Tuesday, April 7, 2026

[Andrew Sheng] Society polarized with silent majority no longer silent

Polarization is the deep divisions within society. We see this in every opinion poll where the majority of the population is almost equally divided between those who agree to stay with the status quo and those who want to change it. In the between are the Tea Parties or the radical minority, whose views are much more extreme, but they help shape public opinion, which is both undecided and confused at the same time. 

The deep divide is actually a generational split. As I mentioned in an earlier article, Henry Kissinger has touched on this generational gap in his book World Order. He sees this as the age of technology that has upturned the foundations of social order through its disrupting speed and scale of change.

The older generation naturally wants to change things incrementally by keeping power and order. The young who have little fear and much less to lose, have everything to gain from radical change and disorder. We see this demand for change from radicals fighting in the Middle East to students in Hong Kong’s Occupy Central. Polarization is happening in both rich and poor societies.

Polarization is not just due to income and wealth inequality. Narrowing these gaps will go a long way to swing the silent majority towards supporting the status quo, but it will not change completely those who feel strongly that their fundamentals are absolute and cannot be changed.

Kissinger sees very clearly the implications of cyber-technology on social order. Information and processing power is advancing at such a bewildering speed that no human being can comprehend fully that new information. IBM estimated that every day, 2.5 billion gigabytes of new information are generated, 90 percent of which was created in the last two years. No human being is capable of digesting that amount of information.

The older generation is still reading and processing information through paper, whereas the young are downloading information on their smartphones. The old think that history and memory is important, whereas the young is wired to instant info on Wiki or Twitter that show only part of the truth. Kissinger summed it up beautifully, “In the Internet age, world order has often been equated with the proposition that if people have the ability to freely know and exchange the world’s information, the natural human drive toward freedom will take root and fulfill itself, and history will run on autopilot, as it were.”

But the world is not run on autopilot. Order can be disrupted either by contests within a multi-polar world between new emerging powers or by seemingly random events and accidents that set the world in a new direction. As they say in chaos theory, a butterfly flutter can set off the next typhoon.

The youth think that they are the butterflies, small against the wind, but they will survive the dinosaurs. The Internet promises instant gratification ― we want it now! In an age of uncertainty, the young finds certainty through either religion or fundamentalism. Such beliefs become the anchor of their existence and identity.

Hong Kong society has become polarized because the young has seized the moment in Occupy Central, sending all the professional politicians to the sidelines. They are defiant through their desperation.

Thirty years ago, the young could hope for good jobs when they graduated. Or believing the spirit of the Lion Rock, they could be the next billionaire through their own hard work and enterprise. Today, unemployment stares them in the face as jobs go to the best and brightest, many of whom are educated abroad. With huge rents, even noodle-stalls and IT start-ups are out unless you have rich relatives willing to fund you. Few of the young can afford to buy an apartment on their current salaries. So the defense against such loaded odds is the absolute belief in Hong Kong’s real strengths ― democracy and the rule of law.

Protests in the Internet world take you instantly from zero to hero.

Kissinger has achieved Zen-insight on this, “Western history and psychology have therefore treated truth as independent of the personality and prior experience of the observer.” But Internet “truths” are computed through search engines designed to filter “likes” and “dislikes.” It has empowered small groups to process, monitor and shape “truth,” for better or worse, instant voice.

Governments are, by definition, slow to react to these monumental changes. Policy and action has to go through laborious processes, delayed in Hong Kong because of the inability of the polarized establishment to compromise and agree. Passing the next piece of legislation as a solution is almost meaningless, because law has become so complex that it contains “thousands of pages of text whose precise meaning is elusive even to those legislators who vote for them.”

Ultimately, the issue arises from the “complexity of defining an identity in the age of social media.” What does it mean to be a Hong Konger within Greater China? Is it an absolute identity with absolute rights or a minority within a majority with relative and collective rights and responsibilities?

The Internet Age cannot solve the social contradictions of our times. The refugees who are boarding boats to cross the Mediterranean and Adaman Seas in search of absolute freedom will find instead slavery or rejection. To welcome them would encourage an unstoppable flood of refugees to be fed and housed, or used as illegal labor. To push them back out to sea could mean death. There are no simple answers to modern moral dilemmas.

Hong Kong’s great strength is that it is an open crossroads of globalization between different cultures, but its weakness is that its own internal identity was never properly debated under colonialism and after its return to China. The silent majority cannot be silent anymore, because real choices have to be made. That choice is to have either instant democracy of one person, one vote, or a phase-in of learning by doing.

Hong Kong people have always survived by their practical realism. Hong Kong’s identity will be determined by its choice between idealism and realism. 

By Andrew Sheng 

Andrew Sheng comments on global issues with an Asian perspective. ― Ed.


TASK PROMPT = Return every record below exactly as written, omitting any pictures.
___ RECORDS TO USE ___
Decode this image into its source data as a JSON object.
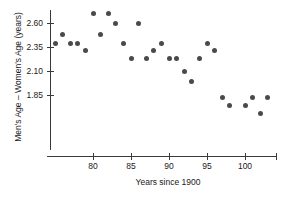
{
  "chart_data": {
    "type": "scatter",
    "title": "",
    "xlabel": "Years since 1900",
    "ylabel": "Men's Age – Women's Age (years)",
    "xlim": [
      74.5,
      104.5
    ],
    "ylim": [
      1.63,
      2.76
    ],
    "grid": false,
    "legend": null,
    "xticks": [
      80,
      85,
      90,
      95,
      100
    ],
    "xtick_labels": [
      "80",
      "85",
      "90",
      "95",
      "100"
    ],
    "yticks": [
      2.6,
      2.35,
      2.1,
      1.85
    ],
    "ytick_labels": [
      "2.60",
      "2.35",
      "2.10",
      "1.85"
    ],
    "marker": "filled-circle",
    "marker_color": "#4a4a4a",
    "axis_color": "#3a3a3a",
    "points": [
      {
        "x": 75,
        "y": 2.39
      },
      {
        "x": 76,
        "y": 2.48
      },
      {
        "x": 77,
        "y": 2.39
      },
      {
        "x": 78,
        "y": 2.39
      },
      {
        "x": 79,
        "y": 2.31
      },
      {
        "x": 80,
        "y": 2.7
      },
      {
        "x": 81,
        "y": 2.48
      },
      {
        "x": 82,
        "y": 2.7
      },
      {
        "x": 83,
        "y": 2.6
      },
      {
        "x": 84,
        "y": 2.39
      },
      {
        "x": 85,
        "y": 2.23
      },
      {
        "x": 86,
        "y": 2.6
      },
      {
        "x": 87,
        "y": 2.23
      },
      {
        "x": 88,
        "y": 2.31
      },
      {
        "x": 89,
        "y": 2.39
      },
      {
        "x": 90,
        "y": 2.23
      },
      {
        "x": 91,
        "y": 2.23
      },
      {
        "x": 92,
        "y": 2.1
      },
      {
        "x": 93,
        "y": 1.99
      },
      {
        "x": 94,
        "y": 2.23
      },
      {
        "x": 95,
        "y": 2.39
      },
      {
        "x": 96,
        "y": 2.31
      },
      {
        "x": 97,
        "y": 1.82
      },
      {
        "x": 98,
        "y": 1.74
      },
      {
        "x": 100,
        "y": 1.74
      },
      {
        "x": 101,
        "y": 1.82
      },
      {
        "x": 102,
        "y": 1.66
      },
      {
        "x": 103,
        "y": 1.82
      }
    ]
  },
  "axis_geometry": {
    "x_origin_px": 93,
    "x_per_unit_px": 7.6,
    "x_origin_value": 80,
    "y_origin_px": 23,
    "y_per_unit_px": 96,
    "y_origin_value": 2.6,
    "x_axis_y_px": 156,
    "y_axis_x_px": 50,
    "x_axis_left_px": 47,
    "x_axis_right_px": 276,
    "y_axis_top_px": 10,
    "y_axis_bottom_px": 150
  }
}
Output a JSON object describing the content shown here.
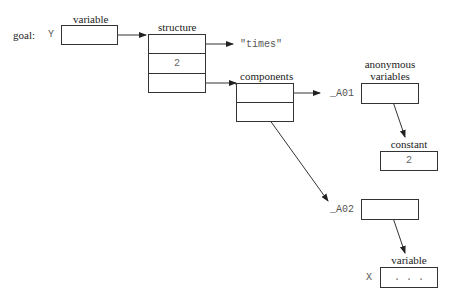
{
  "goal": {
    "label": "goal:",
    "var_name": "Y"
  },
  "variable_top": {
    "title": "variable"
  },
  "structure": {
    "title": "structure",
    "functor": "\"times\"",
    "arity": "2"
  },
  "components": {
    "title": "components"
  },
  "anonymous": {
    "title_line1": "anonymous",
    "title_line2": "variables",
    "a01": "_A01",
    "a02": "_A02"
  },
  "constant": {
    "title": "constant",
    "value": "2"
  },
  "variable_bottom": {
    "title": "variable",
    "var_name": "X",
    "value": ". . ."
  }
}
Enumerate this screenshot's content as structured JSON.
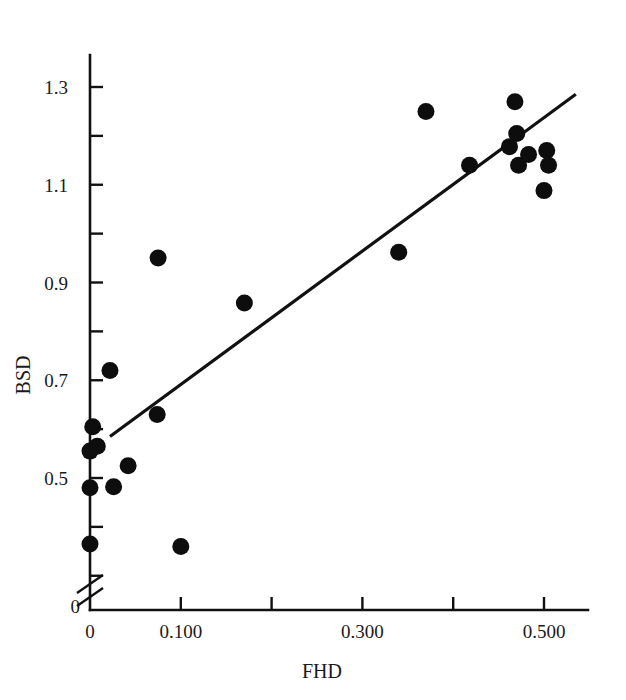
{
  "figure": {
    "background": "#ffffff",
    "marker_color": "#0d0d0d",
    "axis_color": "#111111"
  },
  "chart_data": {
    "type": "scatter",
    "title": "",
    "xlabel": "FHD",
    "ylabel": "BSD",
    "xlim": [
      0,
      0.56
    ],
    "ylim": [
      0.3,
      1.37
    ],
    "grid": false,
    "legend": "none",
    "axis_break": {
      "axis": "y",
      "symbol": "double-slash",
      "note": "y-axis broken just above origin"
    },
    "xticks": [
      0,
      0.1,
      0.2,
      0.3,
      0.4,
      0.5
    ],
    "xticklabels": [
      "0",
      "0.100",
      "",
      "0.300",
      "",
      "0.500"
    ],
    "yticks": [
      0.3,
      0.4,
      0.5,
      0.6,
      0.7,
      0.8,
      0.9,
      1.0,
      1.1,
      1.2,
      1.3
    ],
    "yticklabels": [
      "",
      "",
      "0.5",
      "",
      "0.7",
      "",
      "0.9",
      "",
      "1.1",
      "",
      "1.3"
    ],
    "y_origin_label": "0",
    "points": [
      {
        "x": 0.0,
        "y": 0.555
      },
      {
        "x": 0.0,
        "y": 0.48
      },
      {
        "x": 0.0,
        "y": 0.365
      },
      {
        "x": 0.003,
        "y": 0.605
      },
      {
        "x": 0.008,
        "y": 0.565
      },
      {
        "x": 0.022,
        "y": 0.72
      },
      {
        "x": 0.026,
        "y": 0.482
      },
      {
        "x": 0.042,
        "y": 0.525
      },
      {
        "x": 0.074,
        "y": 0.63
      },
      {
        "x": 0.075,
        "y": 0.95
      },
      {
        "x": 0.1,
        "y": 0.36
      },
      {
        "x": 0.17,
        "y": 0.858
      },
      {
        "x": 0.34,
        "y": 0.962
      },
      {
        "x": 0.37,
        "y": 1.25
      },
      {
        "x": 0.418,
        "y": 1.14
      },
      {
        "x": 0.462,
        "y": 1.178
      },
      {
        "x": 0.468,
        "y": 1.27
      },
      {
        "x": 0.47,
        "y": 1.205
      },
      {
        "x": 0.472,
        "y": 1.14
      },
      {
        "x": 0.483,
        "y": 1.162
      },
      {
        "x": 0.5,
        "y": 1.088
      },
      {
        "x": 0.503,
        "y": 1.17
      },
      {
        "x": 0.505,
        "y": 1.14
      }
    ],
    "fit_line": {
      "type": "linear",
      "x_start": 0.022,
      "y_start": 0.585,
      "x_end": 0.535,
      "y_end": 1.285
    },
    "marker": {
      "shape": "circle",
      "radius_px": 8.5
    }
  }
}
___
OUTPUT OF THE EXERCISE =
Decode this image into its source data as a JSON object.
{
  "chart_data": {
    "type": "scatter",
    "title": "",
    "xlabel": "Years since 1900",
    "ylabel": "Men's Age – Women's Age (years)",
    "xlim": [
      74.5,
      104.5
    ],
    "ylim": [
      1.63,
      2.76
    ],
    "grid": false,
    "legend": null,
    "xticks": [
      80,
      85,
      90,
      95,
      100
    ],
    "xtick_labels": [
      "80",
      "85",
      "90",
      "95",
      "100"
    ],
    "yticks": [
      2.6,
      2.35,
      2.1,
      1.85
    ],
    "ytick_labels": [
      "2.60",
      "2.35",
      "2.10",
      "1.85"
    ],
    "marker": "filled-circle",
    "marker_color": "#4a4a4a",
    "axis_color": "#3a3a3a",
    "points": [
      {
        "x": 75,
        "y": 2.39
      },
      {
        "x": 76,
        "y": 2.48
      },
      {
        "x": 77,
        "y": 2.39
      },
      {
        "x": 78,
        "y": 2.39
      },
      {
        "x": 79,
        "y": 2.31
      },
      {
        "x": 80,
        "y": 2.7
      },
      {
        "x": 81,
        "y": 2.48
      },
      {
        "x": 82,
        "y": 2.7
      },
      {
        "x": 83,
        "y": 2.6
      },
      {
        "x": 84,
        "y": 2.39
      },
      {
        "x": 85,
        "y": 2.23
      },
      {
        "x": 86,
        "y": 2.6
      },
      {
        "x": 87,
        "y": 2.23
      },
      {
        "x": 88,
        "y": 2.31
      },
      {
        "x": 89,
        "y": 2.39
      },
      {
        "x": 90,
        "y": 2.23
      },
      {
        "x": 91,
        "y": 2.23
      },
      {
        "x": 92,
        "y": 2.1
      },
      {
        "x": 93,
        "y": 1.99
      },
      {
        "x": 94,
        "y": 2.23
      },
      {
        "x": 95,
        "y": 2.39
      },
      {
        "x": 96,
        "y": 2.31
      },
      {
        "x": 97,
        "y": 1.82
      },
      {
        "x": 98,
        "y": 1.74
      },
      {
        "x": 100,
        "y": 1.74
      },
      {
        "x": 101,
        "y": 1.82
      },
      {
        "x": 102,
        "y": 1.66
      },
      {
        "x": 103,
        "y": 1.82
      }
    ]
  },
  "axis_geometry": {
    "x_origin_px": 93,
    "x_per_unit_px": 7.6,
    "x_origin_value": 80,
    "y_origin_px": 23,
    "y_per_unit_px": 96,
    "y_origin_value": 2.6,
    "x_axis_y_px": 156,
    "y_axis_x_px": 50,
    "x_axis_left_px": 47,
    "x_axis_right_px": 276,
    "y_axis_top_px": 10,
    "y_axis_bottom_px": 150
  }
}
Output a JSON object describing the content shown here.
{
  "goal": {
    "label": "goal:",
    "var_name": "Y"
  },
  "variable_top": {
    "title": "variable"
  },
  "structure": {
    "title": "structure",
    "functor": "\"times\"",
    "arity": "2"
  },
  "components": {
    "title": "components"
  },
  "anonymous": {
    "title_line1": "anonymous",
    "title_line2": "variables",
    "a01": "_A01",
    "a02": "_A02"
  },
  "constant": {
    "title": "constant",
    "value": "2"
  },
  "variable_bottom": {
    "title": "variable",
    "var_name": "X",
    "value": ". . ."
  }
}
Enumerate this screenshot's content as structured JSON.
{
  "figure": {
    "background": "#ffffff",
    "marker_color": "#0d0d0d",
    "axis_color": "#111111"
  },
  "chart_data": {
    "type": "scatter",
    "title": "",
    "xlabel": "FHD",
    "ylabel": "BSD",
    "xlim": [
      0,
      0.56
    ],
    "ylim": [
      0.3,
      1.37
    ],
    "grid": false,
    "legend": "none",
    "axis_break": {
      "axis": "y",
      "symbol": "double-slash",
      "note": "y-axis broken just above origin"
    },
    "xticks": [
      0,
      0.1,
      0.2,
      0.3,
      0.4,
      0.5
    ],
    "xticklabels": [
      "0",
      "0.100",
      "",
      "0.300",
      "",
      "0.500"
    ],
    "yticks": [
      0.3,
      0.4,
      0.5,
      0.6,
      0.7,
      0.8,
      0.9,
      1.0,
      1.1,
      1.2,
      1.3
    ],
    "yticklabels": [
      "",
      "",
      "0.5",
      "",
      "0.7",
      "",
      "0.9",
      "",
      "1.1",
      "",
      "1.3"
    ],
    "y_origin_label": "0",
    "points": [
      {
        "x": 0.0,
        "y": 0.555
      },
      {
        "x": 0.0,
        "y": 0.48
      },
      {
        "x": 0.0,
        "y": 0.365
      },
      {
        "x": 0.003,
        "y": 0.605
      },
      {
        "x": 0.008,
        "y": 0.565
      },
      {
        "x": 0.022,
        "y": 0.72
      },
      {
        "x": 0.026,
        "y": 0.482
      },
      {
        "x": 0.042,
        "y": 0.525
      },
      {
        "x": 0.074,
        "y": 0.63
      },
      {
        "x": 0.075,
        "y": 0.95
      },
      {
        "x": 0.1,
        "y": 0.36
      },
      {
        "x": 0.17,
        "y": 0.858
      },
      {
        "x": 0.34,
        "y": 0.962
      },
      {
        "x": 0.37,
        "y": 1.25
      },
      {
        "x": 0.418,
        "y": 1.14
      },
      {
        "x": 0.462,
        "y": 1.178
      },
      {
        "x": 0.468,
        "y": 1.27
      },
      {
        "x": 0.47,
        "y": 1.205
      },
      {
        "x": 0.472,
        "y": 1.14
      },
      {
        "x": 0.483,
        "y": 1.162
      },
      {
        "x": 0.5,
        "y": 1.088
      },
      {
        "x": 0.503,
        "y": 1.17
      },
      {
        "x": 0.505,
        "y": 1.14
      }
    ],
    "fit_line": {
      "type": "linear",
      "x_start": 0.022,
      "y_start": 0.585,
      "x_end": 0.535,
      "y_end": 1.285
    },
    "marker": {
      "shape": "circle",
      "radius_px": 8.5
    }
  }
}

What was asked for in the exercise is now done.